Stash Learn

Financial News

Dec 18, 2020

Find Out More About ContextLogic’s IPO

By Team Stash

The company operates the discount shopping site Wish.

Twitter LinkedIn Facebook

The online shopping universe is filled with innovative competitors hoping to capture consumer spending, and ContextLogic is no exception. 

Context, which operates the online shopping site Wish, went public on December 16, 2020, reportedly raising approximately $1 billion from the offering, which valued the company at $17 billion. Wish reportedly connects 500,000 merchants to 100 million customers around the world each month. 

And its concept is novel: to serve less affluent consumers, by giving them online access to non-name-brand goods with discounts up to  80% to 90%. It’s something of an anti-Amazon strategy, as the digital commerce giant typically provides its deepest discounts and free shipping for consumers who can afford the annual $129 a year for a Prime membership.

With this in mind, Wish tends to focus on geographic areas of the U.S. where income disparity is the greatest, according to research from venture capital firm Goodwater Capital*. Those areas include the Southeast, as well as states such New York and California, homes to Wall Street and Silicon Valley, respectively. 

Here are some other details about Wish, from Goodwater:

  • Wish focuses on consumers with income less than $50,000 annually.
  • According to a recent survey of Wish customers, 75% prioritize the price of an item over brand and delivery time. Additionally, 95% of the survey participants who shop on Wish said they find items on Wish to be at a discount to branded alternatives.
  • The average order size for a wish customer is $22 to $25
  • The site’s most popular items are electronics and apparel.

The e-commerce world is dominated by multi-billion dollar companies including Amazon, which controls nearly 40% of online sales, and increasingly by traditional brick-and-mortar companies such as Walmart and Target, which also focus on discount-oriented consumers in search of  low-cost products. 

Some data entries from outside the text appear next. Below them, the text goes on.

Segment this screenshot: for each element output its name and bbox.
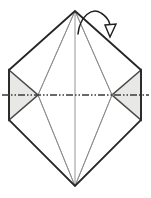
fold-direction-arrow-curve bbox=[78, 11, 110, 34]
fold-direction-arrowhead bbox=[105, 24, 116, 37]
origami-diagram bbox=[0, 0, 151, 198]
origami-diagram-canvas bbox=[0, 0, 151, 198]
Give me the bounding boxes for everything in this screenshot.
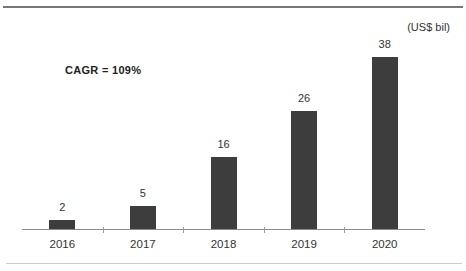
chart-container: (US$ bil) CAGR = 109% 220165201716201826… (0, 0, 466, 271)
bar-value-label: 16 (194, 138, 254, 150)
bar-value-label: 5 (113, 187, 173, 199)
bar-value-label: 2 (32, 201, 92, 213)
bar-2016 (49, 220, 75, 229)
x-tick-label: 2018 (194, 238, 254, 250)
axis-tick (183, 227, 184, 233)
x-tick-label: 2017 (113, 238, 173, 250)
bar-2019 (291, 111, 317, 229)
bottom-divider-line (6, 263, 462, 264)
x-tick-label: 2016 (32, 238, 92, 250)
axis-tick (344, 227, 345, 233)
x-axis-line (22, 229, 425, 230)
bar-value-label: 38 (355, 38, 415, 50)
x-tick-label: 2019 (274, 238, 334, 250)
bar-2018 (211, 157, 237, 229)
x-tick-label: 2020 (355, 238, 415, 250)
bar-chart: 2201652017162018262019382020 (22, 0, 425, 230)
axis-tick (264, 227, 265, 233)
bar-2020 (372, 57, 398, 229)
bar-2017 (130, 206, 156, 229)
bar-value-label: 26 (274, 92, 334, 104)
axis-tick (103, 227, 104, 233)
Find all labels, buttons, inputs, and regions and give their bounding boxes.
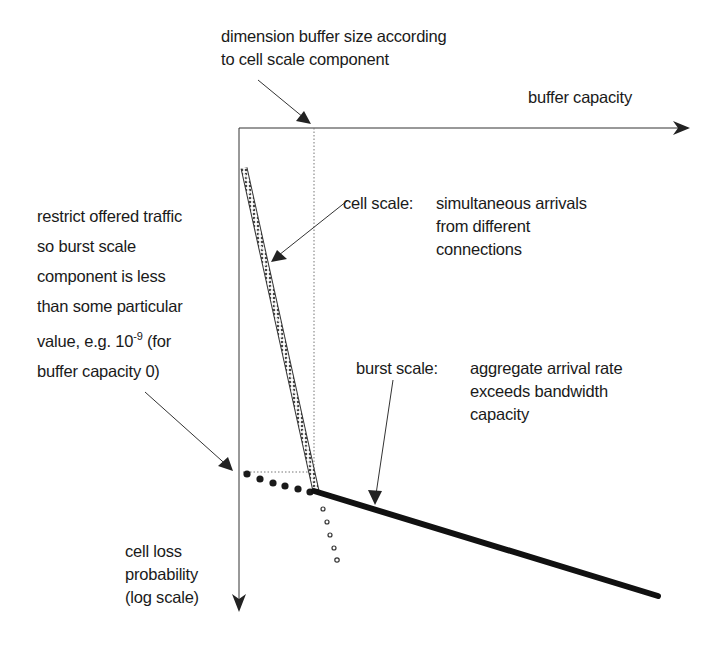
restrict-annotation: restrict offered traffic so burst scale … <box>37 201 183 386</box>
y-axis <box>232 128 246 612</box>
burst-scale-key: burst scale: <box>356 357 470 380</box>
y-axis-label: cell loss probability (log scale) <box>125 540 199 609</box>
dimension-annotation: dimension buffer size according to cell … <box>221 25 447 71</box>
burst-scale-curve <box>314 491 658 596</box>
cell-scale-curve <box>244 168 316 491</box>
cell-scale-arrow <box>271 201 347 262</box>
restrict-arrow <box>145 392 233 471</box>
cell-scale-arrowhead-icon <box>271 250 287 262</box>
x-axis-label: buffer capacity <box>528 86 632 109</box>
cell-scale-key: cell scale: <box>343 192 436 215</box>
cell-scale-annotation: cell scale:simultaneous arrivals from di… <box>343 192 587 261</box>
burst-scale-annotation: burst scale:aggregate arrival rate excee… <box>356 357 622 426</box>
dimension-arrow <box>258 80 311 124</box>
burst-scale-arrowhead-icon <box>368 490 382 505</box>
burst-scale-extrapolation-dots <box>243 470 313 495</box>
cell-scale-continuation <box>321 507 339 562</box>
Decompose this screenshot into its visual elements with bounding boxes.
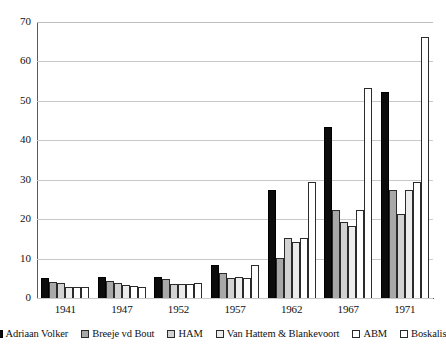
legend-label: ABM	[363, 328, 387, 340]
bar[interactable]	[211, 265, 219, 298]
legend-label: Boskalis	[411, 328, 446, 340]
bar-group-1952	[150, 22, 207, 298]
y-tick-label-60: 60	[2, 55, 31, 66]
bar[interactable]	[81, 287, 89, 298]
bar[interactable]	[65, 287, 73, 298]
plot-area	[37, 22, 433, 298]
bar[interactable]	[292, 242, 300, 298]
bar[interactable]	[348, 226, 356, 298]
bar[interactable]	[276, 258, 284, 298]
x-axis-line	[37, 298, 434, 299]
bar[interactable]	[235, 277, 243, 298]
bar-groups	[37, 22, 433, 298]
bar[interactable]	[186, 284, 194, 298]
legend-swatch-icon	[400, 330, 408, 338]
bar[interactable]	[421, 37, 429, 298]
bar[interactable]	[308, 182, 316, 298]
bar[interactable]	[194, 283, 202, 298]
legend-swatch-icon	[81, 330, 89, 338]
bar[interactable]	[405, 190, 413, 298]
x-tick-label-1952: 1952	[150, 302, 207, 318]
legend-swatch-icon	[0, 330, 3, 338]
bar[interactable]	[57, 283, 65, 298]
bar-group-1971	[376, 22, 433, 298]
bar[interactable]	[243, 278, 251, 298]
bar[interactable]	[114, 283, 122, 298]
bar-group-1947	[94, 22, 151, 298]
bar[interactable]	[340, 222, 348, 298]
legend-item[interactable]: Van Hattem & Blankevoort	[216, 328, 340, 340]
bar[interactable]	[106, 281, 114, 298]
bar[interactable]	[178, 284, 186, 298]
bar[interactable]	[219, 273, 227, 298]
bar[interactable]	[138, 287, 146, 298]
y-tick-label-30: 30	[2, 174, 31, 185]
bar[interactable]	[300, 238, 308, 298]
bar-group-1957	[207, 22, 264, 298]
bar[interactable]	[389, 190, 397, 298]
bar[interactable]	[130, 286, 138, 298]
bar[interactable]	[413, 182, 421, 298]
bar[interactable]	[41, 278, 49, 299]
bar[interactable]	[122, 285, 130, 298]
x-tick-label-1947: 1947	[94, 302, 151, 318]
legend-label: HAM	[178, 328, 202, 340]
legend-label: Van Hattem & Blankevoort	[227, 328, 340, 340]
y-tick-label-0: 0	[2, 292, 31, 303]
y-tick-label-50: 50	[2, 95, 31, 106]
bar-group-1941	[37, 22, 94, 298]
chart-legend: Adriaan VolkerBreeje vd BoutHAMVan Hatte…	[0, 325, 441, 343]
x-tick-label-1967: 1967	[320, 302, 377, 318]
bar[interactable]	[324, 127, 332, 298]
legend-label: Adriaan Volker	[6, 328, 69, 340]
bar[interactable]	[73, 287, 81, 298]
bar[interactable]	[154, 277, 162, 298]
bar[interactable]	[397, 214, 405, 298]
bar[interactable]	[356, 210, 364, 298]
x-tick-label-1962: 1962	[263, 302, 320, 318]
bar[interactable]	[251, 265, 259, 298]
bar[interactable]	[364, 88, 372, 298]
y-tick-label-20: 20	[2, 213, 31, 224]
bar[interactable]	[381, 92, 389, 298]
legend-label: Breeje vd Bout	[92, 328, 154, 340]
legend-item[interactable]: ABM	[352, 328, 387, 340]
y-tick-label-40: 40	[2, 134, 31, 145]
bar[interactable]	[268, 190, 276, 298]
legend-swatch-icon	[216, 330, 224, 338]
legend-item[interactable]: Adriaan Volker	[0, 328, 68, 340]
legend-swatch-icon	[167, 330, 175, 338]
bar[interactable]	[284, 238, 292, 298]
legend-item[interactable]: HAM	[167, 328, 202, 340]
bar[interactable]	[162, 279, 170, 298]
y-tick-label-10: 10	[2, 253, 31, 264]
x-tick-label-1971: 1971	[376, 302, 433, 318]
bar[interactable]	[49, 282, 57, 298]
bar[interactable]	[332, 210, 340, 298]
bar[interactable]	[170, 284, 178, 298]
bar[interactable]	[98, 277, 106, 298]
legend-item[interactable]: Boskalis	[400, 328, 446, 340]
legend-item[interactable]: Breeje vd Bout	[81, 328, 154, 340]
bar-group-1962	[263, 22, 320, 298]
x-tick-label-1941: 1941	[37, 302, 94, 318]
legend-swatch-icon	[352, 330, 360, 338]
y-tick-label-70: 70	[2, 16, 31, 27]
bar-group-1967	[320, 22, 377, 298]
x-axis-tick-labels: 1941194719521957196219671971	[37, 302, 433, 318]
x-tick-label-1957: 1957	[207, 302, 264, 318]
bar[interactable]	[227, 278, 235, 298]
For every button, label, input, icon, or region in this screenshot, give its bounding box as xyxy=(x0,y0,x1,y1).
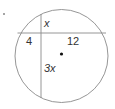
center-point xyxy=(60,52,63,55)
label-right-segment: 12 xyxy=(67,35,79,47)
intersecting-chords-diagram: x 4 12 3x xyxy=(0,0,115,109)
corner-dot xyxy=(3,13,5,15)
label-left-segment: 4 xyxy=(26,35,32,47)
label-bottom-segment: 3x xyxy=(44,62,56,74)
label-top-segment: x xyxy=(43,17,50,29)
circle xyxy=(15,10,108,103)
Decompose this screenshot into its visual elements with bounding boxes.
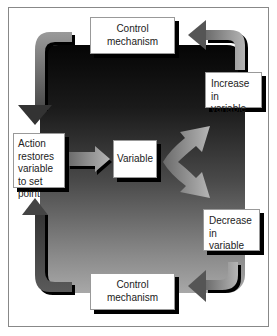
action-restores-box: Action restores variable to set point <box>13 133 65 188</box>
increase-in-variable-box: Increase in variable <box>205 72 262 108</box>
top-control-mechanism-box: Control mechanism <box>90 17 175 54</box>
arrow-bottom-left-icon <box>22 198 75 295</box>
arrow-top-right-icon <box>188 20 248 73</box>
arrow-fork-icon <box>163 126 210 198</box>
arrow-bottom-right-icon <box>188 262 241 302</box>
decrease-in-variable-box: Decrease in variable <box>203 209 260 251</box>
bottom-control-mechanism-box: Control mechanism <box>90 273 175 310</box>
arrow-top-left-icon <box>18 32 75 125</box>
arrow-action-to-variable-icon <box>68 146 112 175</box>
variable-box: Variable <box>113 140 157 178</box>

You can find out more about Wish here. 

More About IPOs

Following an IPO, a new stock can be subject to significant increases or decreases in market price. That’s known as volatility. Stock volatility can be particularly high in the first few months following an IPO and as a result, so can the potential for short-term losses. If you’re in this stock for the long haul though, it could be an opportunity for dollar cost averaging.

Oftentimes, fluctuations in price are due to the expiration of something called a lockup period—this is when company insiders, such as employees, sign an agreement that prohibits them from selling shares for a specified period of time. 

When lockup periods expire, insiders tend to sell their stock in order to realize profit, sometimes causing the stock price to fall, or experience large changes in price in the process. 

You can find out more about the lockup period and other information about ContextLogic by looking at its prospectus, a publicly available document on the Securities and Exchange Commission’s website EDGAR.

Remember the Stash Way—invest for the long-term, invest regularly, and don’t put all of your eggs in one basket.

author

Written by

Team Stash

*The venture capital company Goodwater is an investor in Stash.

logo

Invest in
yourself.

By using this website you agree to our Terms of Use and Privacy Policy. To begin investing on Stash, you must be approved from an account verification perspective and open a brokerage account.